Tuesday, May 06, 2008

Reviews & Recaps


New York Magazine has an excellent review of The Road Less Traveled:

There are flashier, more compelling characters on Battlestar, but deep down, the one we most admire is Helo. Noble, loyal, and levelheaded no matter the latest emotional ringer he’s being put though, he’s a good guy who’d make a great leader, except he doesn’t have the ego for it — which, of course, only makes him more appealing.

His steely calm was put to the test in “The Road Less Traveled,” trapped as he was between the increasingly kooky Starbuck and his concerned Demetrius crewmates who wanted to remove her from command. This season has been pitched a little too high emotionally, so it was a relief to watch Tahmoh Penikett (who plays Helo) deliver another terrifically modulated performance, balancing Starbuck’s nuttiness, the crew’s paranoia, and his own doubts about the wisdom of their wild-goose chase to find Earth. The episode was all about how people manage to maintain their basic decency in impossible situations, so who better to shine than the quietly heroic Helo?

MaryAnn Johanson of FlickFilosopher finds poetry in BSG and observes:
“Things fall apart; the center cannot hold.” William Butler Yeats wrote that in 1919, and he could well have been describing the slow-motion collapse that seems to be happening on Battlestar Galactica.

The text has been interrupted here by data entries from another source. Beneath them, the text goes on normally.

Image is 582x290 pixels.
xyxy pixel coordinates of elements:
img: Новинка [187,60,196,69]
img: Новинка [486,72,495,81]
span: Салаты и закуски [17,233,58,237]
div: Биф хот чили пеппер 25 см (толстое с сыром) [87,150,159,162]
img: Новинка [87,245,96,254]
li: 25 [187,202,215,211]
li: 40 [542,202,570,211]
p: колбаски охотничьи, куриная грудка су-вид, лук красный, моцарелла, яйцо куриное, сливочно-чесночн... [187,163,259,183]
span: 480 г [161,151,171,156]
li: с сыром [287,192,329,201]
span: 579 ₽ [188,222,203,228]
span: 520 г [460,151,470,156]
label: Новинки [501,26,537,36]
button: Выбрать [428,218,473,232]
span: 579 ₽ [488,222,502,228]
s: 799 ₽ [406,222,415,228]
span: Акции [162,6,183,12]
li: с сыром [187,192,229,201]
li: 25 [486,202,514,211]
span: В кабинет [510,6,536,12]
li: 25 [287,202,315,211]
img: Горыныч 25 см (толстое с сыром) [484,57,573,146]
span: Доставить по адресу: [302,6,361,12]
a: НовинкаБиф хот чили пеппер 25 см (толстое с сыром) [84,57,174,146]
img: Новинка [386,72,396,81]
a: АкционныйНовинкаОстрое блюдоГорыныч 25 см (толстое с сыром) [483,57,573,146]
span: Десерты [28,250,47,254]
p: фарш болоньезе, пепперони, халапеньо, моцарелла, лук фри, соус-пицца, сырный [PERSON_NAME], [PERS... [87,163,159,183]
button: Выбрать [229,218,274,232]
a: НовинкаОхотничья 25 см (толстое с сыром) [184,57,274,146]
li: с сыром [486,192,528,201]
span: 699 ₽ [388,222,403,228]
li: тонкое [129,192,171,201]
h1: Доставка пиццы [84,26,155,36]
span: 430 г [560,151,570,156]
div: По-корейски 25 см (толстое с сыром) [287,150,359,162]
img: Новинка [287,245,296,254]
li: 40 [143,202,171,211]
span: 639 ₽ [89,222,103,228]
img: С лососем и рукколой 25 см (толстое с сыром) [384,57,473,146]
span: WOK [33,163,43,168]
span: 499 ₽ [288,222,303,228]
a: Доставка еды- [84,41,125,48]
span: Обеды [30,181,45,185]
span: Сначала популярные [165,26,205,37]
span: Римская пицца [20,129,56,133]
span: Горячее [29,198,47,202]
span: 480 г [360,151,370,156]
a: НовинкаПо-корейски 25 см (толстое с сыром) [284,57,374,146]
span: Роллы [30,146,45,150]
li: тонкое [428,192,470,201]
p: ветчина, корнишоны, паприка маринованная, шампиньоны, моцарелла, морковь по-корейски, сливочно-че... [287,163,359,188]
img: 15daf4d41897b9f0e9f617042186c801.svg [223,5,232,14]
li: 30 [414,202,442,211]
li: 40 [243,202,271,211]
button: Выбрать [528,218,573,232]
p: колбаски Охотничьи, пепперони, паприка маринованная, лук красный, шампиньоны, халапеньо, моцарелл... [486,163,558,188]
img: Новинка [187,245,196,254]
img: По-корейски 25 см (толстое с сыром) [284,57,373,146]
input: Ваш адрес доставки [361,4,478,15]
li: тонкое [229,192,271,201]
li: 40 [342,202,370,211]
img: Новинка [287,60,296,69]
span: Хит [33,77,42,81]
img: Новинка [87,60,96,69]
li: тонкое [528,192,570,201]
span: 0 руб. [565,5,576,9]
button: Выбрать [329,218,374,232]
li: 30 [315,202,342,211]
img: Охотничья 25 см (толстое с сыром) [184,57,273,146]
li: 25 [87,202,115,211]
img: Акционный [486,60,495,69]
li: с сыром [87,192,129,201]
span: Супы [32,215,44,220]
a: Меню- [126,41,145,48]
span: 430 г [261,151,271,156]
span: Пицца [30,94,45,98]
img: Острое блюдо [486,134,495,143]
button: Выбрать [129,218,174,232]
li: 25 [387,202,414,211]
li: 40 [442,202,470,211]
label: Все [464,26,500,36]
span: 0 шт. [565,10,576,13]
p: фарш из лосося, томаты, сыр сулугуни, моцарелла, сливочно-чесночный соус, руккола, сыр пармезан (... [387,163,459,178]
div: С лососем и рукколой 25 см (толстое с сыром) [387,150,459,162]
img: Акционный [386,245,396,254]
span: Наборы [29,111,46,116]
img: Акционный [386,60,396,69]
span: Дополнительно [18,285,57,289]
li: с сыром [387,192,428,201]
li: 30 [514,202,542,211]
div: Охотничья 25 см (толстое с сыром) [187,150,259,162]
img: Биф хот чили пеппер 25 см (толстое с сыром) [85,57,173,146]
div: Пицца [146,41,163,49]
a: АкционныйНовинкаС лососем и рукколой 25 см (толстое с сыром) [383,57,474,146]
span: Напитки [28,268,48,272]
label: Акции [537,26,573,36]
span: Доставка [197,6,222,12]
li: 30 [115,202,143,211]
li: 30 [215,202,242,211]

The crew on the Demetrius is mutinying against Starbuck’s seemingly deepening insanity. The fleet is being fractured by Gaius’s preaching. And if Leoben isn’t a lone renegade, some of the Cylons are considering allying themselves with the humans in an attempt to find Earth, which may well be the only hope for human and Cylon alike.

Frak me, but it’s starting to look like the only way humanity will survive is with the Cylons at their side, however uneasily. It didn’t have to be that way, and it may not be happening in the way that the Cylons intended (or maybe it is...) but if nothing else, there are already “humans” like Tyrol and Tighe struggling with figuring out who they are, and there are already people who are half Cylon and half human. Honestly, what difference is there, really between the skinjobs and the humans? Matters of philosophy only, it would seem.


Other reviews and recaps of the episode from: Zap2It, Athens Exchange, SyFy Portal, IGN, TV Fodder, and BuddyTV.